- Opinion
- 14 Jan 10
Why are people under the age of 25 being treated like half citizens? It is a further example of the condescending attitude of the authorities to the younger generation.
At what age do people stop being children? As we know, following the mind-boggling revelations of last week, the then-59 year old Iris Robinson, a devout Christian and wife of the Northern Ireland First Minister Peter Robinson, figured that a bloke was fair game to fuck at 19, so that’s a benchmark of sorts.
In fact, the age of 18 is generally recognised as the definitive threshold of adulthood. Legally, you can have sex at the age of 17 in Ireland, but you can vote and join the army at 18, as well as operate a fully-fledged bank account and control your own financial affairs.
So why is an increasing level of discrimination against people between the ages of 18 and 25 being built into our laws?
We have written in Hot Press before about the contempt with which younger citizens are treated by the Irish state and indeed by the establishment media. For a long time now there has been an insidious, ongoing campaign against youth, driven by the media and taken up by cowardly politicians, who bought lemming-like into the deeply reactionary and humourless idea that we had bred a generation of teenage delinquents and drunkards.
They saw votes, of course, in playing to the gallery of respectable middle-class Ireland and they did it with knobs on. That rather pathetic phase in Irish political life, during which attacking teenagers became a sort of national pastime, is best symbolised by the introduction of ASBOs by Michael McDowell, when he was Minister for Justice. Of course, those barely legal instruments have proven to be a fiasco, a complete waste of the time, money and hot air that went into their construction. Their failure may have been chastening for the diehards, but the underlying assumption that young people were there to be picked on and kicked around hasn’t gone away.
If you want confirmation, look at the latest budget, generally hailed in the media as exactly what the country needed.
One of the key measures introduced in the Finance Act 2009 was a reduction in the level of social welfare paid to people under the age of 25. Already, those who claim the so-called Jobseekers Allowance at 18 or 19 had been slashed to an allowance of €100 a week. Now citizens of 20 and 21, registering for the first time, have had their payment reduced to the same level. This is effectively half the rate that those over 25 are paid. People between 22 and 24 are also to be discriminated against, their entitlement being reduced to €150, a reduction of approximately 25%.
This is deeply insidious and unfair in a number of ways. In effect, citizens up to the age of 22 at least are being told: you are not entitled to an independent existence. Go and scrounge off your parents. But of course not all parents can afford to continue to support their children after they’ve left school. And not all ‘children’ see it as an acceptable way of managing their affairs either.
Once they’ve left school, young adults have the right to start to shape their own lives.
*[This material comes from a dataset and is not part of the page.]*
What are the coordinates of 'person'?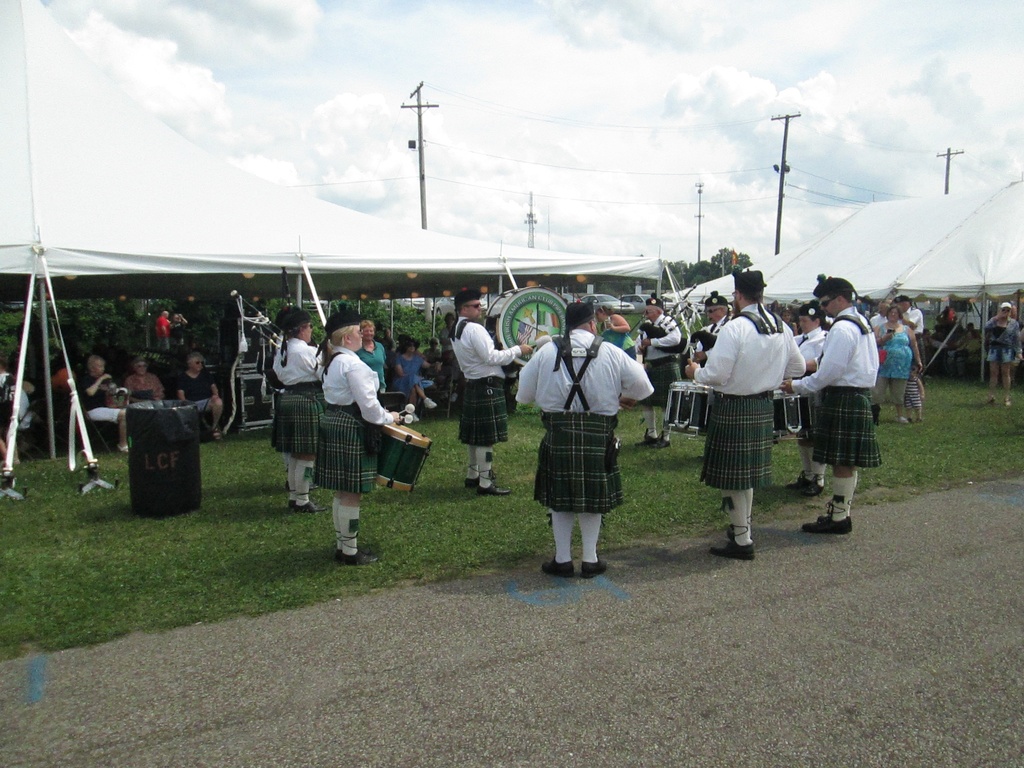
[left=635, top=293, right=683, bottom=448].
A lot of them see getting out from under their parents’ roof, and escaping the effective control that goes with it, as essential to this. And for very good reason. There is often little or no personal space in a family home, especially for the eldest children. There may be problems with alcohol or other dysfunctional aspects to family life. A bullying father or a manipulative mother may be making the life of an 18 or 19 year old with an independent spirit unbearable.
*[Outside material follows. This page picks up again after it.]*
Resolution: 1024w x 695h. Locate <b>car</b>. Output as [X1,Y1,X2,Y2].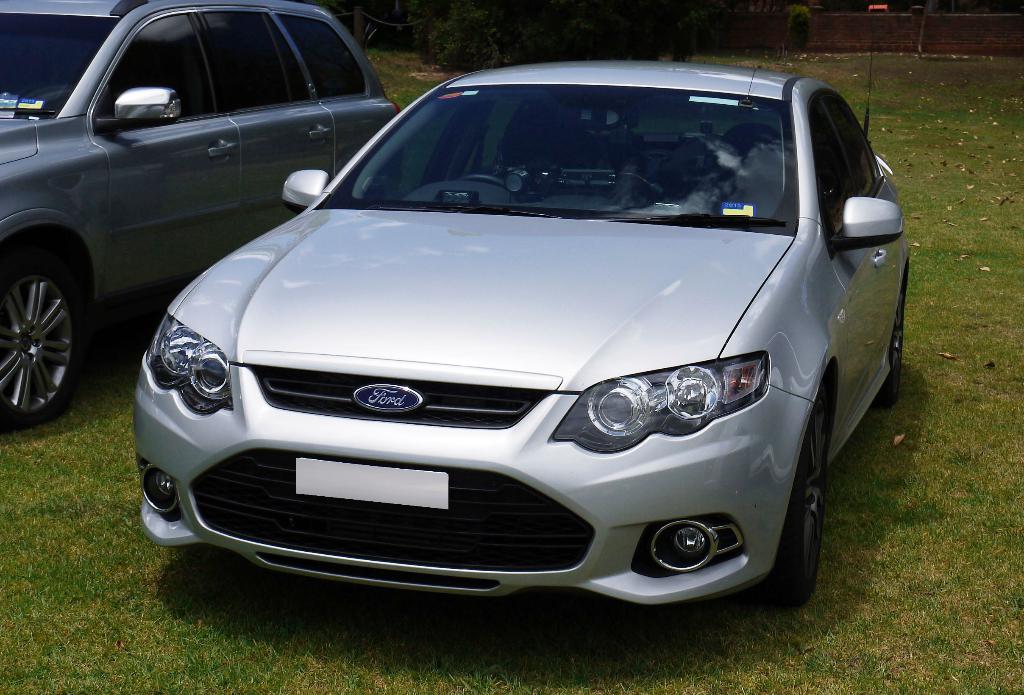
[127,56,908,623].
It is, therefore, often vital for the emotional development of a young adult that they get away from the family home. And besides, this is something which they are entitled to do. But there has been a campaign on the part of officialdom here, and indeed in Britain, to infantilise young adults, to force them to take on a subservient, dependent status even into their 20s. The reduction in the amount of social welfare paid to 20 to 24 year-olds is the latest example in this wider trend.
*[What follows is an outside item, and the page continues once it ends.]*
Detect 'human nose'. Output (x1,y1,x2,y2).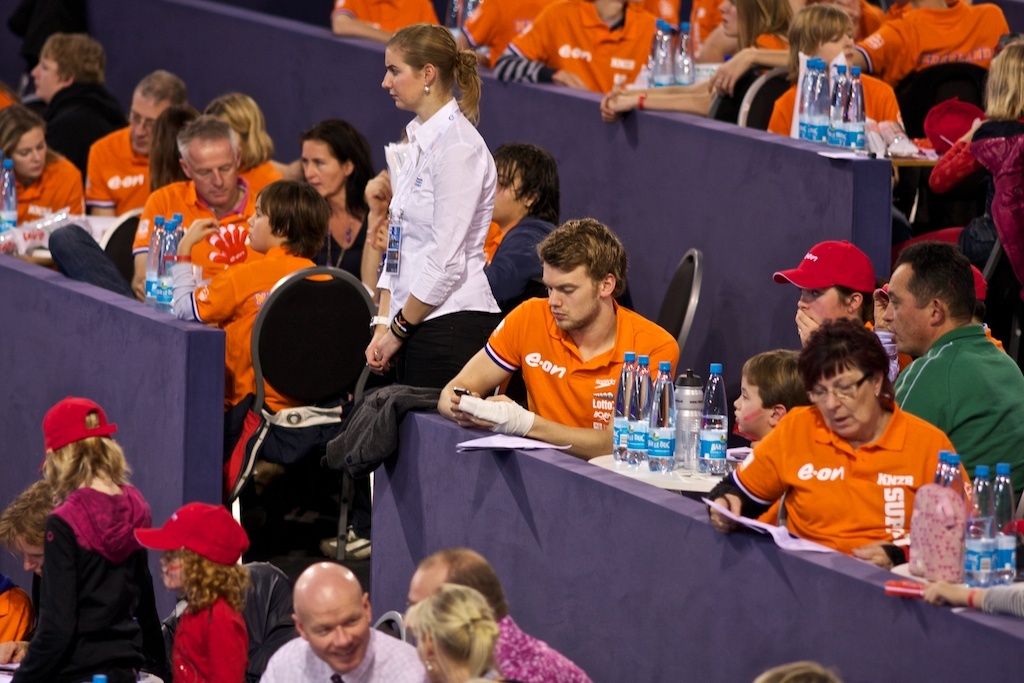
(134,123,152,138).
The measure is being excused on the basis that cuts have to be made somewhere. But it is doubly unfair to attack those who are looking for work for the first time. Many of the people finishing college and coming onto the job market now are 20 or 21 years of age. It is not their fault that they are unable to get jobs: there are none. Indeed, many of them worked part-time to pay their way through college. Now even those jobs have gone, as a direct consequence of the gross mismanagement of the economy by politicians and the catastrophic greed of the Irish banks.
So why are these adults (for that is what they are), who are qualified, ready, willing and able to work, being given the smack in the face that a meagre €100 a week allowance represents? It is an outrageous incitement. No wonder there is such a feeling of disillusionment and betrayal in the air. They were kids when the big economic fuck-ups were happening and yet they are being forced to carry the can for the failures of those in charge of running – or perhaps that should be ‘ruining’ – the country.
A lot of them are leaving. Rather than scrounging off their parents on an ongoing basis they prefer to borrow once and take their chances, heading for England, Thailand, Australia and Argentina among other destinations. Many of them may never come back. It is like the 1980s all over again, when thousands of young graduates, disgusted with the hypocrisy surrounding the abortion referenda and the hopelessly reactionary mood in the wake of the Pope’s visit here in 1979, decided that they’d had enough.
The current generation feel similarly abused by the State, robbed of their independence, and denied the opportunity to work. They will leave in their droves. And who can blame them?